Timothy Leland '56
Class of
1956
Year
2016
In the spring of 1969, Tim Leland left Boston with his pregnant wife on a year-long sabbatical from the Boston Globe. Tim’s mission during that sabbatical was to study best practices on newspapers abroad and widen his professional horizons. One year later, he returned with his wife and their first child, a six-month-old baby boy named Sasha, (who would graduate from Nobles 18 years later in the class of 1988.) He also returned with the germ of an idea – one that was to greatly enhance the reputation of the Boston Globe and make a significant contribution to American journalism.
Tim’s proposal – which he made to the editor of the Globe, the late Tom Winship – was to launch a full-time, multi-member team of investigative reporters modeled after a unit he’d studied while working at the London Sunday Times. Not everyone thought it was a good idea at the time – including Ben Bradlee, the legendary editor of the Washington Post, a close friend of Mr. Winship’s, who warned that it would be an expensive venture, not worth the investment of time and money.
Tim was convinced otherwise, however, and eventually he persuaded the Globe editor to let him give it a try. On Sept. 27 1970, the “Spotlight Team” – as he named it – was launched, with Tim as its leader.

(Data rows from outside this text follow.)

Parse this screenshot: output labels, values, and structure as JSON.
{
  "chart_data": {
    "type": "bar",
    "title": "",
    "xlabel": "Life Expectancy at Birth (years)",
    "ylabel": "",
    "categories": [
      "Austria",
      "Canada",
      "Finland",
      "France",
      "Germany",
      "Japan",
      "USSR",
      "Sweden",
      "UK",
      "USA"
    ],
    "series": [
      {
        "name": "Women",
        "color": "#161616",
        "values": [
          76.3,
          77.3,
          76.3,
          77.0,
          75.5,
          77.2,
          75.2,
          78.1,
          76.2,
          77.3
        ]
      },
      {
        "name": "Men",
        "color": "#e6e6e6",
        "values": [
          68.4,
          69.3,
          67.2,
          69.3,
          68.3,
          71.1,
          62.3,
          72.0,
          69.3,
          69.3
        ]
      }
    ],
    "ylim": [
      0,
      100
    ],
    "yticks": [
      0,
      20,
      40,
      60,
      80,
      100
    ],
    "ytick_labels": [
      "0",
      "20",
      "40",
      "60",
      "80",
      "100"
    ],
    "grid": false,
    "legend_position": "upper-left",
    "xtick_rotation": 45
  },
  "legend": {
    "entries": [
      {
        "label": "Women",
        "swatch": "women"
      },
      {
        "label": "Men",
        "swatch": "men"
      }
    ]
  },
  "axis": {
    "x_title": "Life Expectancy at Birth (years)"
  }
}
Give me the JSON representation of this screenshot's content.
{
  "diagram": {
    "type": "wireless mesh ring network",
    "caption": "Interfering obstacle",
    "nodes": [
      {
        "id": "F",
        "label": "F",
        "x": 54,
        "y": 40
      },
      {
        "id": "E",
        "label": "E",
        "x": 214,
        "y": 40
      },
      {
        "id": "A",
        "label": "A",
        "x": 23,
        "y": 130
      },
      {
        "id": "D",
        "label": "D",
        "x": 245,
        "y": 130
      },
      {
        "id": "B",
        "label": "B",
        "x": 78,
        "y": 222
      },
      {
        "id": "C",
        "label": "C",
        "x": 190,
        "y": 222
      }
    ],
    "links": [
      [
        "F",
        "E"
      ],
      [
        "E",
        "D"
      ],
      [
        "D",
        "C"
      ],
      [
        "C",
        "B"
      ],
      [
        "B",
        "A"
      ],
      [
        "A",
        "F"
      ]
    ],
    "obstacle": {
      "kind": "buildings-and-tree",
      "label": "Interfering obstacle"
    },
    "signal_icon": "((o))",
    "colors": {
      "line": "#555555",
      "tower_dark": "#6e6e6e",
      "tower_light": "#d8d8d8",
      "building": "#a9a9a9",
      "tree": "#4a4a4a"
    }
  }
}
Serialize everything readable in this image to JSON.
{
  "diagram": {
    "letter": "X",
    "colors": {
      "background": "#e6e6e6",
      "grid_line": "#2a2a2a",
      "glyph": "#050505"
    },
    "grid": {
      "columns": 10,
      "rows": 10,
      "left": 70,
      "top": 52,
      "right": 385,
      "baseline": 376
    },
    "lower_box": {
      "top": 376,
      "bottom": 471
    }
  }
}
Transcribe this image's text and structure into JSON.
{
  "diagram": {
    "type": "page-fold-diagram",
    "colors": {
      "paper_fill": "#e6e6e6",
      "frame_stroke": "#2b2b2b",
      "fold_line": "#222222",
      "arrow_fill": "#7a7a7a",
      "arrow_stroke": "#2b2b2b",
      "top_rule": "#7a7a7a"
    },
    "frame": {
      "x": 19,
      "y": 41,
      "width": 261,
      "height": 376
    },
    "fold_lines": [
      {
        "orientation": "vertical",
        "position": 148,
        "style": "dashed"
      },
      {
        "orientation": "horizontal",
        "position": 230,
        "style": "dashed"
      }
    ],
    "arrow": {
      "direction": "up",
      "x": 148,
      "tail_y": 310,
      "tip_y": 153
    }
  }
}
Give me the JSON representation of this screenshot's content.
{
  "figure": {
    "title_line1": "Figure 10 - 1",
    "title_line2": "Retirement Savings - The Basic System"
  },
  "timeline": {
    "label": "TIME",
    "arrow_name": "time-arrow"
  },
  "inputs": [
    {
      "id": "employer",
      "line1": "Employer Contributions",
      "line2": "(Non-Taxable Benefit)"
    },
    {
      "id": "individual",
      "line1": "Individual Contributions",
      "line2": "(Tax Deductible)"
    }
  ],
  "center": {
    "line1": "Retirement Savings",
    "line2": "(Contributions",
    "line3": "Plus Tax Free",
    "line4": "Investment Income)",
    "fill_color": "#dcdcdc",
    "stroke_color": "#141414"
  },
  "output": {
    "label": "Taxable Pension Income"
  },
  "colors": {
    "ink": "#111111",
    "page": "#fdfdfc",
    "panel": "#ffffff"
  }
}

Two years later his confidence paid off. He and the three other members of the Spotlight Team were awarded a Pulitzer Prize, journalism’s highest honor, for a series of reports into municipal corruption in Somerville.
Despite the early skepticism, the Spotlight Team celebrated its 45th anniversary in 2015, making it the longest-running fulltime investigative team in the United States. In early 2016, the Globe announced that it was creating a “Spotlight Investigative Fellowship” worth $100,000 to support the work of investigative journalists in the U.S.
A cum laude graduate of Harvard and the Columbia Graduate School of Journalism, Tim began his career in journalism at the Boston Herald before being recruited by the Globe as the paper’s science editor. In that capacity he covered the first manned space shots at Cape Canaveral, writing front-page news accounts of those historic events. Turning to politics, he served as the Globe’s State House bureau chief, winning an award from the American Political Science Association before the sabbatical that led to his work on the Spotlight Team. Eventually, Tim became managing editor of the Sunday Globe, then managing editor of the daily Globe and, finally, assistant to the publisher and a vice president of the company.
After his retirement in 1998, Tim focused on his longstanding service as a board member of the Boys and Girls Clubs of Boston and helped administer a family foundation set up by the late William O. Taylor, publisher of the Globe. He still finds time to tutor and mentor prison inmates – something he began doing while he was a top executive at the Globe.
In recognition of his extraordinary career as an advocate for the people of Boston and his personal impact on the legacy of investigative journalism, the Graduates Association is proud to honor Tim Leland ’56 as the 2016 Distinguished Graduate of Noble and Greenough School.